Interestingly, since then FINRA has picked up the reins, bringing its own recordkeeping and communications cases, including a case against Ally Invest featuring an $850,000 fine last year.
And last month it brought one against Benjamin F Edwards & Co in which the agency said the firm had failed to supervise, retain and produce business-related text messages, outlining how some of the missing messages were needed in a FINRA arbitration matter.
In contrast, the SEC has pulled back and even talked in the context of a renewed and more streamlined enforcement approach for the agency.
In an October 2025 keynote speech, SEC Chair Paul Atkins said his agency “must go after cases of genuine harm and bad acts, but we must view cases of benign or innocent actions differently. In the past, we have seen examples of enforcement actions in areas, such as retention of books and records, that consumed excessive Commission resources not commensurate with any measure of investor harm.”

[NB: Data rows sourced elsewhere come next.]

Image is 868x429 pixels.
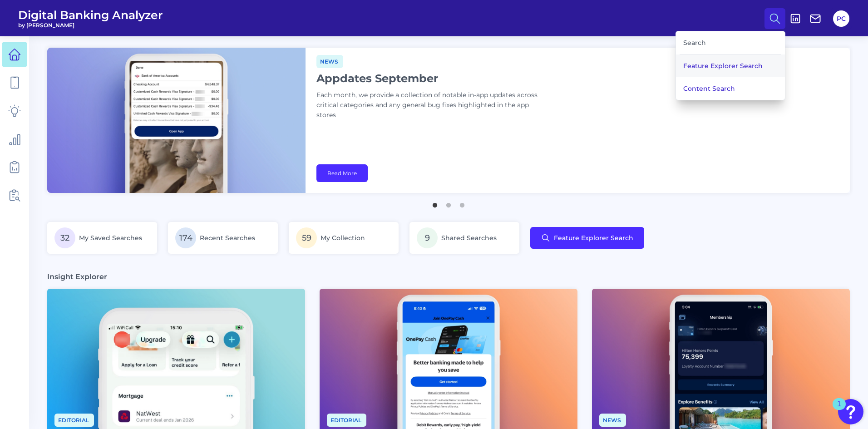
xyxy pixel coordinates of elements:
[79,234,142,242] span: My Saved Searches
[554,234,633,242] span: Feature Explorer Search
[530,227,644,249] button: Feature Explorer Search
[444,198,453,207] button: 2
[18,22,163,29] span: by [PERSON_NAME]
[599,415,626,424] a: News
[296,228,317,248] span: 59
[317,55,343,68] span: News
[55,415,94,424] a: Editorial
[168,222,278,254] a: 174Recent Searches
[833,10,850,27] button: PC
[47,222,157,254] a: 32My Saved Searches
[441,234,497,242] span: Shared Searches
[55,228,75,248] span: 32
[55,413,94,426] span: Editorial
[838,398,864,424] button: Open Resource Center, 1 new notification
[320,234,365,242] span: My Collection
[317,164,368,182] a: Read More
[417,228,437,248] span: 9
[458,198,467,207] button: 3
[327,413,366,426] span: Editorial
[431,198,439,207] button: 1
[676,55,785,77] button: Feature Explorer Search
[599,413,626,426] span: News
[837,404,841,416] div: 1
[317,90,543,120] p: Each month, we provide a collection of notable in-app updates across critical categories and any ...
[410,222,520,254] a: 9Shared Searches
[18,8,163,22] span: Digital Banking Analyzer
[317,72,543,85] h1: Appdates September
[676,77,785,100] button: Content Search
[200,234,255,242] span: Recent Searches
[680,31,781,55] div: Search
[47,48,305,193] img: bannerImg
[47,272,107,282] h3: Insight Explorer
[289,222,399,254] a: 59My Collection
[327,415,366,424] a: Editorial
[176,228,196,248] span: 174
[317,57,343,65] a: News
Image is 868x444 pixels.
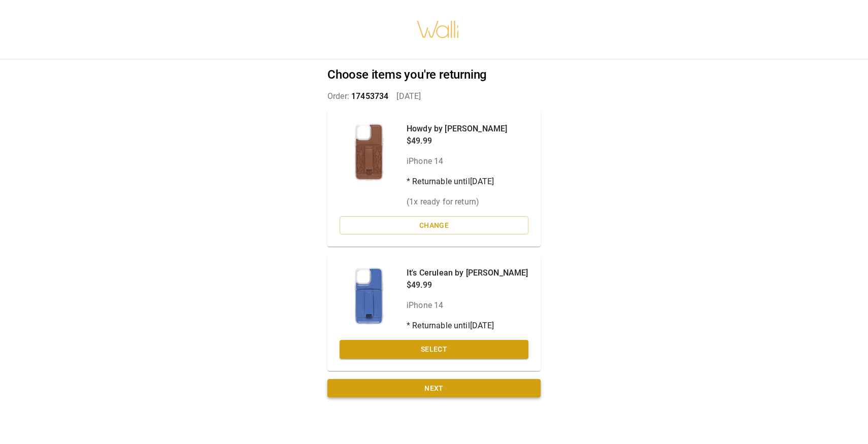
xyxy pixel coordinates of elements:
[407,156,507,167] p: iPhone 14
[351,91,388,101] span: 17453734
[407,176,507,188] p: * Returnable until [DATE]
[340,216,528,235] button: Change
[407,300,528,311] p: iPhone 14
[407,135,507,147] p: $49.99
[327,68,541,82] h2: Choose items you're returning
[407,267,528,279] p: It's Cerulean by [PERSON_NAME]
[416,8,460,51] img: walli-inc.myshopify.com
[407,279,528,291] p: $49.99
[340,340,528,359] button: Select
[407,196,507,208] p: ( 1 x ready for return)
[407,123,507,135] p: Howdy by [PERSON_NAME]
[327,379,541,398] button: Next
[327,91,541,103] p: Order: [DATE]
[407,320,528,332] p: * Returnable until [DATE]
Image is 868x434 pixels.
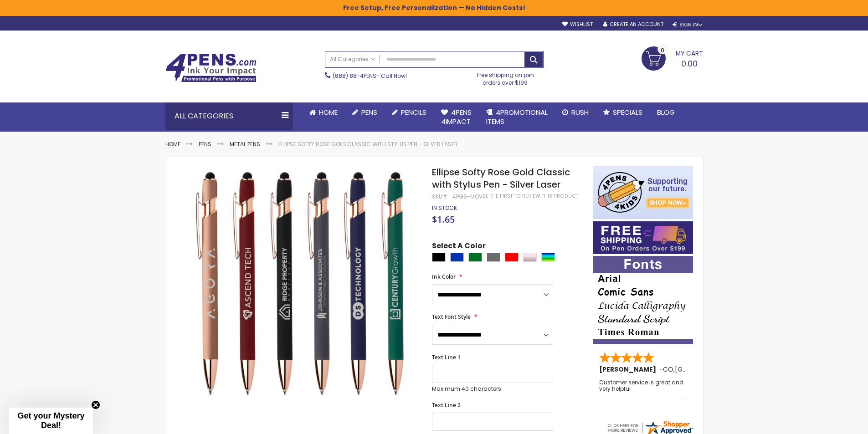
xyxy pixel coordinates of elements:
div: Customer service is great and very helpful [599,379,688,399]
img: font-personalization-examples [593,256,693,344]
div: Get your Mystery Deal!Close teaser [9,407,93,434]
a: Home [165,140,180,148]
span: Select A Color [432,241,485,253]
span: CO [663,364,673,374]
span: Ellipse Softy Rose Gold Classic with Stylus Pen - Silver Laser [432,166,570,191]
a: Specials [596,102,650,122]
strong: SKU [432,193,449,200]
img: Ellipse Softy Rose Gold Classic with Stylus Pen - Silver Laser [184,165,420,402]
span: Specials [613,108,643,117]
span: 0.00 [681,58,698,69]
span: - Call Now! [333,72,407,80]
button: Close teaser [91,400,101,410]
a: Be the first to review this product [482,193,578,199]
div: Rose Gold [523,253,537,262]
div: Sign In [672,21,703,28]
span: Rush [571,108,589,117]
a: All Categories [325,52,380,67]
a: Blog [650,102,682,122]
li: Ellipse Softy Rose Gold Classic with Stylus Pen - Silver Laser [278,141,458,148]
span: [GEOGRAPHIC_DATA] [675,364,742,374]
span: Text Line 1 [432,353,460,361]
div: Green [468,253,482,262]
div: Availability [432,205,457,212]
span: Blog [657,108,675,117]
span: In stock [432,204,457,212]
span: Get your Mystery Deal! [17,411,84,430]
span: 4PROMOTIONAL ITEMS [486,108,548,126]
a: Pens [345,102,384,122]
p: Maximum 40 characters [432,385,553,392]
span: 0 [661,46,665,55]
img: 4Pens Custom Pens and Promotional Products [165,54,256,83]
a: Pencils [384,102,434,122]
img: 4pens 4 kids [593,166,693,219]
span: Ink Color [432,273,456,281]
span: 4Pens 4impact [441,108,472,126]
a: Rush [555,102,596,122]
iframe: Google Customer Reviews [793,410,868,434]
a: 4PROMOTIONALITEMS [479,102,555,132]
div: Red [505,253,519,262]
a: Home [302,102,345,122]
a: (888) 88-4PENS [333,72,377,80]
a: 0.00 0 [641,46,703,69]
span: [PERSON_NAME] [599,364,659,374]
div: All Categories [165,102,293,130]
div: 4PGS-MOV [453,193,482,200]
span: Text Font Style [432,313,471,320]
span: Home [319,108,338,117]
span: Pencils [401,108,427,117]
a: Metal Pens [230,140,260,148]
img: Free shipping on orders over $199 [593,221,693,254]
div: Grey [487,253,500,262]
a: Pens [199,140,211,148]
a: 4Pens4impact [434,102,479,132]
div: Blue [450,253,464,262]
a: Wishlist [562,21,593,28]
span: All Categories [330,55,375,63]
span: Pens [361,108,377,117]
div: Black [432,253,446,262]
div: Free shipping on pen orders over $199 [467,68,544,86]
a: Create an Account [603,21,663,28]
span: Text Line 2 [432,401,460,409]
span: - , [659,364,742,374]
div: Assorted [541,253,555,262]
span: $1.65 [432,213,455,225]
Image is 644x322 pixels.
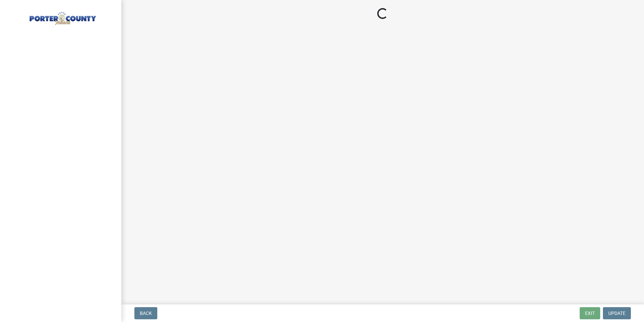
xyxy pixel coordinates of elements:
[13,7,110,26] img: Porter County, Indiana
[134,307,157,319] button: Back
[603,307,631,319] button: Update
[580,307,600,319] button: Exit
[140,310,152,316] span: Back
[608,310,626,316] span: Update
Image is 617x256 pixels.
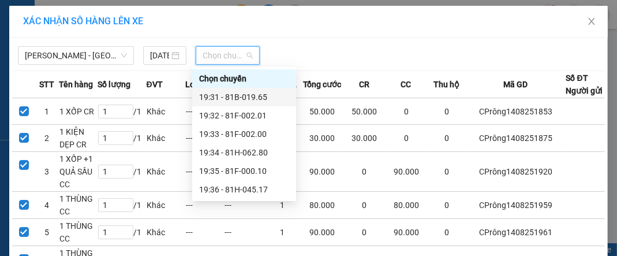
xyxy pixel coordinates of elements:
[185,219,224,246] td: ---
[8,32,63,54] strong: 0931 600 979
[427,219,466,246] td: 0
[61,76,148,92] span: VP Chư Prông
[59,98,98,125] td: 1 XỐP CR
[203,47,253,64] span: Chọn chuyến
[39,78,54,91] span: STT
[575,6,608,38] button: Close
[466,219,565,246] td: CPrông1408251961
[466,98,565,125] td: CPrông1408251853
[147,78,163,91] span: ĐVT
[98,192,147,219] td: / 1
[23,16,143,27] span: XÁC NHẬN SỐ HÀNG LÊN XE
[343,192,385,219] td: 0
[301,125,343,152] td: 30.000
[466,192,565,219] td: CPrông1408251959
[385,219,427,246] td: 90.000
[185,98,224,125] td: ---
[385,152,427,192] td: 90.000
[301,98,343,125] td: 50.000
[433,78,459,91] span: Thu hộ
[301,152,343,192] td: 90.000
[147,152,185,192] td: Khác
[400,78,411,91] span: CC
[59,192,98,219] td: 1 THÙNG CC
[98,125,147,152] td: / 1
[98,219,147,246] td: / 1
[343,152,385,192] td: 0
[8,56,64,67] strong: 0901 936 968
[68,32,140,43] strong: [PERSON_NAME]:
[199,146,289,159] div: 19:34 - 81H-062.80
[59,152,98,192] td: 1 XỐP +1 QUẢ SẦU CC
[303,78,342,91] span: Tổng cước
[199,128,289,140] div: 19:33 - 81F-002.00
[566,72,603,97] div: Số ĐT Người gửi
[199,183,289,196] div: 19:36 - 81H-045.17
[185,152,224,192] td: ---
[98,98,147,125] td: / 1
[68,56,124,67] strong: 0901 933 179
[427,98,466,125] td: 0
[147,125,185,152] td: Khác
[59,125,98,152] td: 1 KIỆN DẸP CR
[466,125,565,152] td: CPrông1408251875
[147,219,185,246] td: Khác
[192,69,296,88] div: Chọn chuyến
[359,78,369,91] span: CR
[224,192,263,219] td: ---
[343,219,385,246] td: 0
[199,72,289,85] div: Chọn chuyến
[59,219,98,246] td: 1 THÙNG CC
[385,125,427,152] td: 0
[427,192,466,219] td: 0
[199,164,289,177] div: 19:35 - 81F-000.10
[32,11,144,27] span: ĐỨC ĐẠT GIA LAI
[263,192,301,219] td: 1
[224,219,263,246] td: ---
[35,125,58,152] td: 2
[35,219,58,246] td: 5
[8,32,42,43] strong: Sài Gòn:
[98,78,130,91] span: Số lượng
[385,98,427,125] td: 0
[8,76,58,92] span: VP GỬI:
[98,152,147,192] td: / 1
[185,78,222,91] span: Loại hàng
[263,219,301,246] td: 1
[343,125,385,152] td: 30.000
[385,192,427,219] td: 80.000
[35,152,58,192] td: 3
[587,17,596,26] span: close
[68,32,160,54] strong: 0901 900 568
[35,192,58,219] td: 4
[35,98,58,125] td: 1
[343,98,385,125] td: 50.000
[199,109,289,122] div: 19:32 - 81F-002.01
[185,125,224,152] td: ---
[25,47,127,64] span: Gia Lai - Đà Nẵng
[147,192,185,219] td: Khác
[301,219,343,246] td: 90.000
[427,125,466,152] td: 0
[199,91,289,103] div: 19:31 - 81B-019.65
[147,98,185,125] td: Khác
[185,192,224,219] td: ---
[59,78,93,91] span: Tên hàng
[150,49,169,62] input: 14/08/2025
[466,152,565,192] td: CPrông1408251920
[503,78,527,91] span: Mã GD
[427,152,466,192] td: 0
[301,192,343,219] td: 80.000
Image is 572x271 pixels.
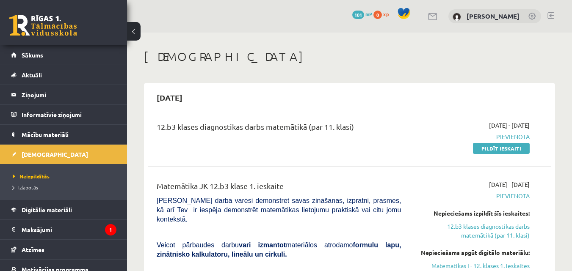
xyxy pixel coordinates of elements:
[157,121,401,137] div: 12.b3 klases diagnostikas darbs matemātikā (par 11. klasi)
[373,11,382,19] span: 0
[22,131,69,138] span: Mācību materiāli
[157,242,401,258] b: formulu lapu, zinātnisko kalkulatoru, lineālu un cirkuli.
[22,246,44,253] span: Atzīmes
[157,197,401,223] span: [PERSON_NAME] darbā varēsi demonstrēt savas zināšanas, izpratni, prasmes, kā arī Tev ir iespēja d...
[13,184,38,191] span: Izlabotās
[22,51,43,59] span: Sākums
[473,143,529,154] a: Pildīt ieskaiti
[466,12,519,20] a: [PERSON_NAME]
[413,192,529,201] span: Pievienota
[413,132,529,141] span: Pievienota
[13,173,118,180] a: Neizpildītās
[413,222,529,240] a: 12.b3 klases diagnostikas darbs matemātikā (par 11. klasi)
[373,11,393,17] a: 0 xp
[11,200,116,220] a: Digitālie materiāli
[11,240,116,259] a: Atzīmes
[157,242,401,258] span: Veicot pārbaudes darbu materiālos atrodamo
[11,45,116,65] a: Sākums
[11,85,116,105] a: Ziņojumi
[105,224,116,236] i: 1
[352,11,372,17] a: 101 mP
[11,125,116,144] a: Mācību materiāli
[13,173,50,180] span: Neizpildītās
[144,50,555,64] h1: [DEMOGRAPHIC_DATA]
[157,180,401,196] div: Matemātika JK 12.b3 klase 1. ieskaite
[22,206,72,214] span: Digitālie materiāli
[22,85,116,105] legend: Ziņojumi
[22,151,88,158] span: [DEMOGRAPHIC_DATA]
[13,184,118,191] a: Izlabotās
[11,65,116,85] a: Aktuāli
[148,88,191,107] h2: [DATE]
[365,11,372,17] span: mP
[9,15,77,36] a: Rīgas 1. Tālmācības vidusskola
[22,220,116,239] legend: Maksājumi
[11,220,116,239] a: Maksājumi1
[22,105,116,124] legend: Informatīvie ziņojumi
[11,105,116,124] a: Informatīvie ziņojumi
[383,11,388,17] span: xp
[489,121,529,130] span: [DATE] - [DATE]
[452,13,461,21] img: Rita Stepanova
[239,242,286,249] b: vari izmantot
[413,248,529,257] div: Nepieciešams apgūt digitālo materiālu:
[489,180,529,189] span: [DATE] - [DATE]
[352,11,364,19] span: 101
[413,209,529,218] div: Nepieciešams izpildīt šīs ieskaites:
[11,145,116,164] a: [DEMOGRAPHIC_DATA]
[22,71,42,79] span: Aktuāli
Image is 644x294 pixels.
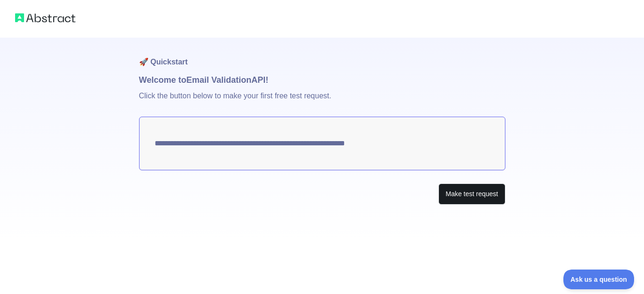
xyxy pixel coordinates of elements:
[438,184,505,205] button: Make test request
[139,38,505,74] h1: 🚀 Quickstart
[15,11,76,25] img: Abstract logo
[564,270,634,290] iframe: Toggle Customer Support
[139,74,505,87] h1: Welcome to Email Validation API!
[139,87,505,117] p: Click the button below to make your first free test request.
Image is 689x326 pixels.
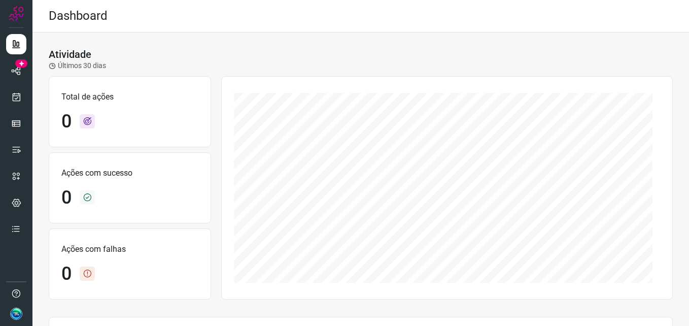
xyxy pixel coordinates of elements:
[10,308,22,320] img: d1faacb7788636816442e007acca7356.jpg
[49,9,108,23] h2: Dashboard
[61,243,199,255] p: Ações com falhas
[49,48,91,60] h3: Atividade
[9,6,24,21] img: Logo
[61,263,72,285] h1: 0
[61,111,72,133] h1: 0
[49,60,106,71] p: Últimos 30 dias
[61,187,72,209] h1: 0
[61,167,199,179] p: Ações com sucesso
[61,91,199,103] p: Total de ações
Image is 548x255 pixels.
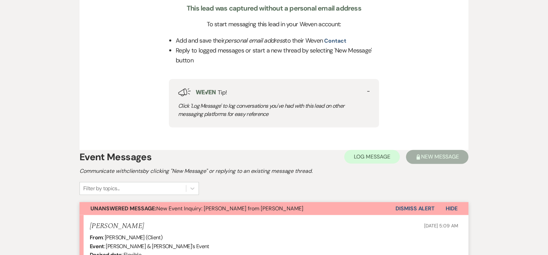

He reiterated this in an exclusive interview with the Financial Times, criticizing what he called the agency’s missteps under the Biden administration and setting out a vision for a more predictable regulatory regime.
A central theme of the discussion was Atkins’s opposition to the agency’s previously aggressive, often unpredictable enforcement tactics, vowing to ease the SEC’s focus on off-channel communications cases.
Just as the SEC was articulating a pullback in its off-channel communications focus, the agency inserted a clarification in its recent update to its enforcement manual. New language specifies that off-channel communications methods, such as iMessage and Signal, are included in its definition of “document” for subpoenas and requests. And it noted that these communication channels are potential subjects of document preservation letters.
And FINRA announced last month that it plans to seek SEC approval for an updated rule that would allow broker-dealers to make electronic delivery the default method for investor disclosures, notices and other communications.
These developments reflect an effort to do two things at one time – better align regulatory requirements with how people communicate in 2026, and ease compliance burdens tied to the growing number of messaging channels that have been the focus of national enforcement actions.